▶ _Description of the task_:
Transcribe the entire listing exactly.

▶ _Working data_:
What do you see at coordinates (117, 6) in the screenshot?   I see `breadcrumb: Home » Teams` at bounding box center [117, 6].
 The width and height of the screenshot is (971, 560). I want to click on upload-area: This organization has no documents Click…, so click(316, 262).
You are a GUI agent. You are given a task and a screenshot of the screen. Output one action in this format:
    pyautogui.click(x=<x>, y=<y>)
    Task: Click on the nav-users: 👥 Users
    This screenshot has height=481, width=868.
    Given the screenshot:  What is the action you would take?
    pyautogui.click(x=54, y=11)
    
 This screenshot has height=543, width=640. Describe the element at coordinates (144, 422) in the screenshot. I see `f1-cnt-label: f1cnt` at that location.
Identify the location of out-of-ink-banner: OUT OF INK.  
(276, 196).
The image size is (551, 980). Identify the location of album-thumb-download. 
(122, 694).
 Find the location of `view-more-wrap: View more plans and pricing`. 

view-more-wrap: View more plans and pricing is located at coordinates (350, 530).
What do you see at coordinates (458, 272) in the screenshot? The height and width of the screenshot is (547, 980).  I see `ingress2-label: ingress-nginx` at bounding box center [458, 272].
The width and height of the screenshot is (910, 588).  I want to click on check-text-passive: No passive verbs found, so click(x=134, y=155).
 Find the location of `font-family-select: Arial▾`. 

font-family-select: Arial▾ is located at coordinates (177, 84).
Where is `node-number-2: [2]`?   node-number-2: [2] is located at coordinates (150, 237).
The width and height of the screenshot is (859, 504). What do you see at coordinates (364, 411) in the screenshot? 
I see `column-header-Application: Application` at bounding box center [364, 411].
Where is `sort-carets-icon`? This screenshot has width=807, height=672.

▶ _Exercise output_:
What do you see at coordinates (117, 6) in the screenshot?   I see `breadcrumb: Home » Teams` at bounding box center [117, 6].
 The width and height of the screenshot is (971, 560). I want to click on upload-area: This organization has no documents Click…, so click(316, 262).
You are a GUI agent. You are given a task and a screenshot of the screen. Output one action in this format:
    pyautogui.click(x=<x>, y=<y>)
    Task: Click on the nav-users: 👥 Users
    This screenshot has height=481, width=868.
    Given the screenshot:  What is the action you would take?
    pyautogui.click(x=54, y=11)
    
 This screenshot has height=543, width=640. Describe the element at coordinates (144, 422) in the screenshot. I see `f1-cnt-label: f1cnt` at that location.
Identify the location of out-of-ink-banner: OUT OF INK.  
(276, 196).
The image size is (551, 980). Identify the location of album-thumb-download. 
(122, 694).
 Find the location of `view-more-wrap: View more plans and pricing`. 

view-more-wrap: View more plans and pricing is located at coordinates (350, 530).
What do you see at coordinates (458, 272) in the screenshot? The height and width of the screenshot is (547, 980).  I see `ingress2-label: ingress-nginx` at bounding box center [458, 272].
The width and height of the screenshot is (910, 588).  I want to click on check-text-passive: No passive verbs found, so click(x=134, y=155).
 Find the location of `font-family-select: Arial▾`. 

font-family-select: Arial▾ is located at coordinates (177, 84).
Where is `node-number-2: [2]`?   node-number-2: [2] is located at coordinates (150, 237).
The width and height of the screenshot is (859, 504). What do you see at coordinates (364, 411) in the screenshot? 
I see `column-header-Application: Application` at bounding box center [364, 411].
Where is `sort-carets-icon`? This screenshot has width=807, height=672.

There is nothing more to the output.